HOW I GOT OVER THAT DARK GEOGRAPHIC SHADOW CALLED PAKISTAN
Qudsiya Ahmed
“Musalman ke do hi sthaan, qabristan ya Pakistan” (A Muslim has only two choices of abode – graveyard or Pakistan) is not a rhyme that a nine-year-old forgets with time. Its memory becomes stronger with age, as does the intensity of this choice. What hits her first is the option available; followed by the realisation of what is at stake — her life, and her loyalty to the country.
I have nothing to do with Pakistan. We do have family members who migrated during Partition, but I haven’t ever seen them — I have grown up abhorring all distant connections that I may have with a country which is neighbourhood for India, but for Muslims in India, is a dark geographic shadow that has chased them in the last seven decades; any allegiance to it makes them fail the litmus test of nationalism, and even today is thrown at them as their ‘natural place’.
I grew up as a very ‘conscious’ Muslim; not for my faith, but what this faith was associated with. In the mid-80s and early 90s, when my friends and classmates were fascinated with Pakistan’s fast bowlers, I couldn’t afford to ‘like’ them. I have vivid memories of 1992 when the Imran Khan-led Pakistan cricket team won the World Cup. It must have been a joyous and historic moment for their nation, but I hated that celebration — the visuals of the team bowing to the field in jubilation — because I was subjected to suspicious questioning by my Hindu Punjabi neighbours about my parents’ response to this victory, wondering if we also quietly celebrated this in our house.
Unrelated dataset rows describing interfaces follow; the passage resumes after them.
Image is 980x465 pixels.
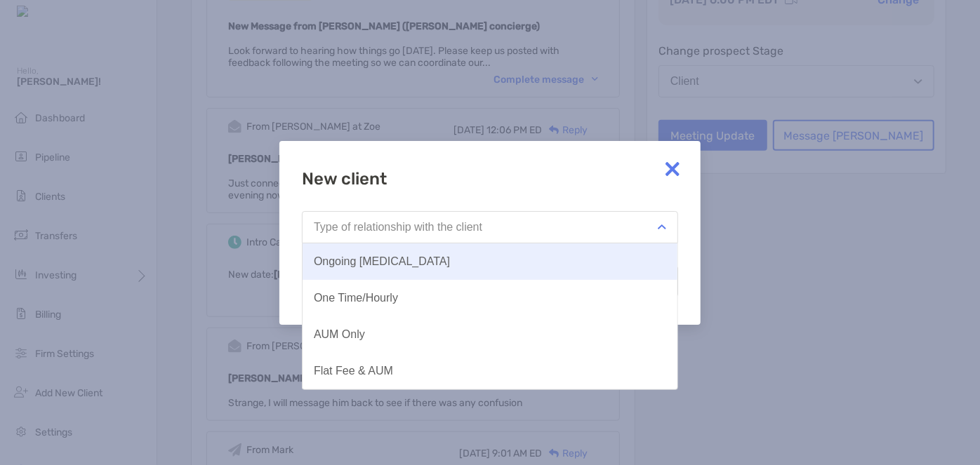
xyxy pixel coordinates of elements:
button: AUM Only [303,317,677,353]
button: Ongoing [MEDICAL_DATA] [303,244,677,280]
div: Type of relationship with the client [314,221,482,233]
div: AUM Only [314,328,365,342]
img: Open dropdown arrow [657,225,666,230]
button: Type of relationship with the client [302,212,678,244]
div: One Time/Hourly [314,292,398,305]
div: Ongoing [MEDICAL_DATA] [314,255,450,269]
button: One Time/Hourly [303,280,677,317]
div: Flat Fee & AUM [314,365,393,378]
h6: New client [302,169,387,189]
img: close modal icon [658,155,686,183]
button: Flat Fee & AUM [303,353,677,390]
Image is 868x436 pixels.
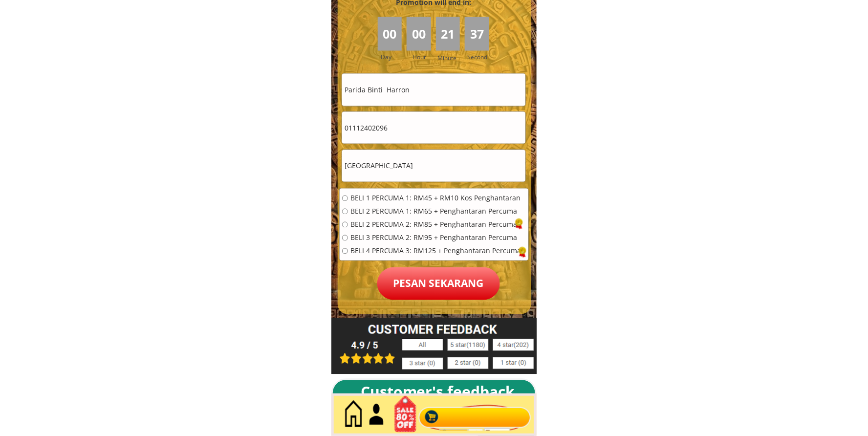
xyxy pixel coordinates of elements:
[342,150,525,182] input: Alamat
[350,208,522,215] span: BELI 2 PERCUMA 1: RM65 + Penghantaran Percuma
[361,380,523,404] div: Customer's feedback
[342,112,525,143] input: Telefon
[342,74,525,106] input: Nama
[350,235,522,241] span: BELI 3 PERCUMA 2: RM95 + Penghantaran Percuma
[413,52,433,62] h3: Hour
[438,54,460,63] h3: Minute
[350,195,522,201] span: BELI 1 PERCUMA 1: RM45 + RM10 Kos Penghantaran
[350,247,522,254] span: BELI 4 PERCUMA 3: RM125 + Penghantaran Percuma
[467,52,491,62] h3: Second
[350,221,522,228] span: BELI 2 PERCUMA 2: RM85 + Penghantaran Percuma
[377,267,500,300] p: Pesan sekarang
[381,52,405,62] h3: Day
Pakistan became an enemy that came between my friends and me occasionally, and between my country and me often. My yearning for acceptance of my loyalty as an Indian was strong, even though it came at the cost of irrationally bashing ‘Pakistan’ for its cricket and its politics, and anything that kept me on ‘the side of my people’ was acceptable to me.
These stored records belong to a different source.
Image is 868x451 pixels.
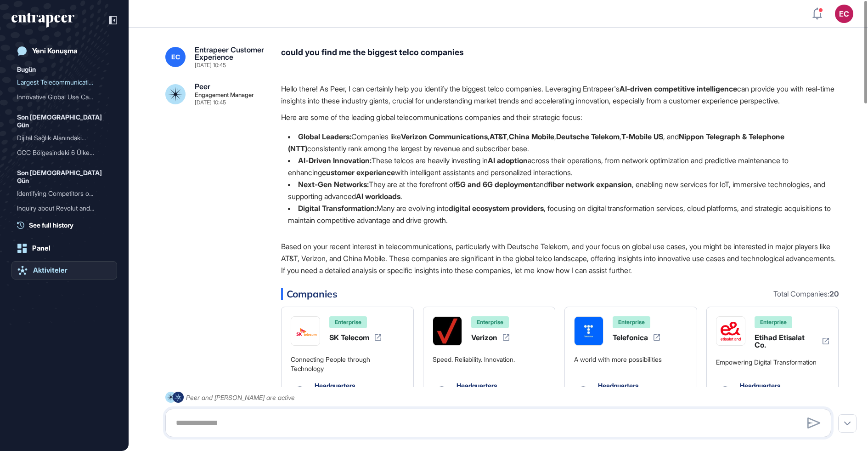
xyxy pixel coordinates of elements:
[292,323,320,339] img: SK Telecom-logo
[718,319,743,344] img: Etihad Etisalat Co.-logo
[17,145,104,160] div: GCC Bölgesindeki 6 Ülkede...
[12,261,117,279] a: Aktiviteler
[195,99,226,105] div: [DATE] 10:45
[281,178,839,202] li: They are at the forefront of and , enabling new services for IoT, immersive technologies, and sup...
[291,355,404,373] div: Connecting People through Technology
[598,382,639,389] div: Headquarters
[774,290,839,297] div: Total Companies:
[32,244,50,252] div: Panel
[298,180,369,189] strong: Next-Gen Networks:
[195,83,210,90] div: Peer
[281,83,839,107] p: Hello there! As Peer, I can certainly help you identify the biggest telco companies. Leveraging E...
[17,64,36,75] div: Bugün
[12,13,75,28] div: entrapeer-logo
[298,156,372,165] strong: AI-Driven Innovation:
[556,132,620,141] strong: Deutsche Telekom
[17,90,104,105] div: Innovative Global Use Cas...
[356,192,400,201] strong: AI workloads
[755,316,792,328] div: Enterprise
[281,46,839,68] div: could you find me the biggest telco companies
[17,186,104,201] div: Identifying Competitors o...
[281,111,839,123] p: Here are some of the leading global telecommunications companies and their strategic focus:
[488,156,528,165] strong: AI adoption
[613,333,648,341] div: Telefonica
[740,382,780,389] div: Headquarters
[17,186,112,201] div: Identifying Competitors of Revolut
[620,84,737,94] strong: AI-driven competitive intelligence
[17,201,112,216] div: Inquiry about Revolut and JPMorgan
[171,53,180,61] span: EC
[195,46,267,61] div: Entrapeer Customer Experience
[12,42,117,60] a: Yeni Konuşma
[433,355,515,364] div: Speed. Reliability. Innovation.
[548,180,632,189] strong: fiber network expansion
[829,289,839,298] b: 20
[574,317,603,345] img: Telefonica-logo
[281,288,839,300] div: Companies
[17,90,112,105] div: Innovative Global Use Cases in Telecommunications
[281,202,839,226] li: Many are evolving into , focusing on digital transformation services, cloud platforms, and strate...
[17,75,112,90] div: Largest Telecommunications Companies
[613,316,650,328] div: Enterprise
[755,333,818,348] div: Etihad Etisalat Co.
[281,240,839,276] p: Based on your recent interest in telecommunications, particularly with Deutsche Telekom, and your...
[490,132,507,141] strong: AT&T
[315,382,355,389] div: Headquarters
[457,382,497,389] div: Headquarters
[17,112,112,131] div: Son [DEMOGRAPHIC_DATA] Gün
[17,145,112,160] div: GCC Bölgesindeki 6 Ülkede Gaming Laptop, Laptop ve Desktop Pazar Analizi: Büyüklük, Trendler ve E...
[471,333,498,341] div: Verizon
[195,92,254,98] div: Engagement Manager
[17,75,104,90] div: Largest Telecommunication...
[509,132,555,141] strong: China Mobile
[716,357,817,367] div: Empowering Digital Transformation
[281,131,839,154] li: Companies like , , , , , and consistently rank among the largest by revenue and subscriber base.
[449,203,544,213] strong: digital ecosystem providers
[835,4,853,23] button: EC
[401,132,488,141] strong: Verizon Communications
[29,220,74,230] span: See full history
[330,333,369,341] div: SK Telecom
[32,47,77,55] div: Yeni Konuşma
[281,154,839,178] li: These telcos are heavily investing in across their operations, from network optimization and pred...
[621,132,663,141] strong: T-Mobile US
[17,201,104,216] div: Inquiry about Revolut and...
[17,220,117,230] a: See full history
[298,203,376,213] strong: Digital Transformation:
[17,131,104,145] div: Dijital Sağlık Alanındaki...
[574,355,662,364] div: A world with more possibilities
[298,132,351,141] strong: Global Leaders:
[456,180,536,189] strong: 5G and 6G deployment
[17,167,112,186] div: Son [DEMOGRAPHIC_DATA] Gün
[330,316,367,328] div: Enterprise
[186,392,295,403] div: Peer and [PERSON_NAME] are active
[433,317,462,345] img: Verizon-logo
[195,62,226,68] div: [DATE] 10:45
[322,167,395,177] strong: customer experience
[12,239,117,257] a: Panel
[17,131,112,145] div: Dijital Sağlık Alanındaki Global Use Case Örnekleri
[471,316,509,328] div: Enterprise
[33,266,67,274] div: Aktiviteler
So, Pakistan, with which I had maintained a safe distance growing up, came close, uncomfortably close, when my husband had to travel to Pakistan for his journalistic pursuits. It was almost an irritation when my father had to go to the Pakistan High Commission to fetch my husband’s visa in his absence.
My work got me in touch with Pakistani academics and researchers, and that is when I began to know Pakistan as its people. I found a window into their research, courses, and universities, daily email exchange and communication grew, and very soon my Facebook profile could list at least a hundred ‘friends’ in Pakistan. In early 2017, as my son recovered from a major heart surgery at Jaypee Hospital, I learnt of a family who had traveled from Pakistan for their son’s surgery. Our children were in the same ICU, fighting bravely for life, and outside, their Indian and Pakistani mothers shared their grief and bonded over the pain that they were going through. After three months of tough fight, the Pakistani boy passed away, and I remember his inconsolable mother as she cried in disbelief at her misfortune and the futility of her struggle. The little hope and courage that I would gather every day to see my son for two minutes every morning in the ICU seemed ruptured, and I could feel her pain. I hugged her, as this was the only solace that I could offer to another mother, who happened to be a Pakistani.
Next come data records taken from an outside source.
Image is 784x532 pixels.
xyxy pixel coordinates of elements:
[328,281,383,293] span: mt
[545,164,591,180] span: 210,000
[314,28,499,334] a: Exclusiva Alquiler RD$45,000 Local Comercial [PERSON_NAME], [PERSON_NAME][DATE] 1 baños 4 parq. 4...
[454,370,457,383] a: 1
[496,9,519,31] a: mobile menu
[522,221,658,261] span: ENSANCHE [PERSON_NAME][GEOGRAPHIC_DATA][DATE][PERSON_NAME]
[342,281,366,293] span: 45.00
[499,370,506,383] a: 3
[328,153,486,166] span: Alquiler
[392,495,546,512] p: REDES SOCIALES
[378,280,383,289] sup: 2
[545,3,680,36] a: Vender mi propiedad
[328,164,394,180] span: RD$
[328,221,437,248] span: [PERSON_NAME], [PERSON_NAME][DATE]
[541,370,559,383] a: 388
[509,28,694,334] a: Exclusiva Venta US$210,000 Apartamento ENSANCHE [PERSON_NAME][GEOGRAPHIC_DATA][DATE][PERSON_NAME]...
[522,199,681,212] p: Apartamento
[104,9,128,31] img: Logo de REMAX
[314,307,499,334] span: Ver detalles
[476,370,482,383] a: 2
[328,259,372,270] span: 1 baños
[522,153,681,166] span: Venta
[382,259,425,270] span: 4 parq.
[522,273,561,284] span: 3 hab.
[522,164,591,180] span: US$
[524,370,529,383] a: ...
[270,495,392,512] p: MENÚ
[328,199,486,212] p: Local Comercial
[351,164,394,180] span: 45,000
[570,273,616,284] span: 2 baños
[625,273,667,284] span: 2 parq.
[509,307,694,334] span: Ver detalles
A few days ago, I was at the Chaophraya Emerging Leaders’ Dialogue in Bangkok. A first of its kind in a nine-year-old Track Two dialogue between India and Pakistan, the dialogue brought together mid-career professionals who represented the next generation of leadership across industry and scholarship from both countries.
I suppose that this is the closest that I have come to Pakistan, a country that makes my position in my home country extremely vulnerable. And here I was representing India in an exchange of ideas for peaceful and productive bilateral talk between the two countries, on how they could coincide their actions to face shared challenges of climate change, extremism, and terrorism, and utilise the new media for mutual benefit. One of the most vibrant panels in the programme was on the role that women can play in foreign policy. All of us had something to contribute, and the room resonated with experiences and daily struggles that felt familiar and emphasised the similarity of everyday lives on both sides.
I can claim to know the ‘people’ side of Pakistan now, which is as humble, passionate, and desirous of amity as are the people in India. They are also progressive, articulate, and ambitious, as are my people.
I can appreciate them for what they are without the fear of being abused and demonised for this. I have come of age. But not all Indian Muslims who are subjected to verbal abuse and violent attacks and are repeatedly asked to ‘go to Pakistan’ will have the opportunity of mental healing. School-going Muslim children, who are derogatorily called ‘Pakistani’ by their classmates, will grow up as vulnerable and marginalised adults. No cricket enthusiast will ever be able to appreciate cricket for the spirit of the game, and no one will offer a hand of friendship.
So next time, when some Vinay Katiyar (founder of Vishwa Hindu Parishad’s youth wing, Bajrang Dal) asks Indian Muslims to go to Pakistan, we should be able to tell him: I belong to India, it is my homeland, and Pakistanis are friends.
Qudsiya Ahmed is a Delhi based publishing professional.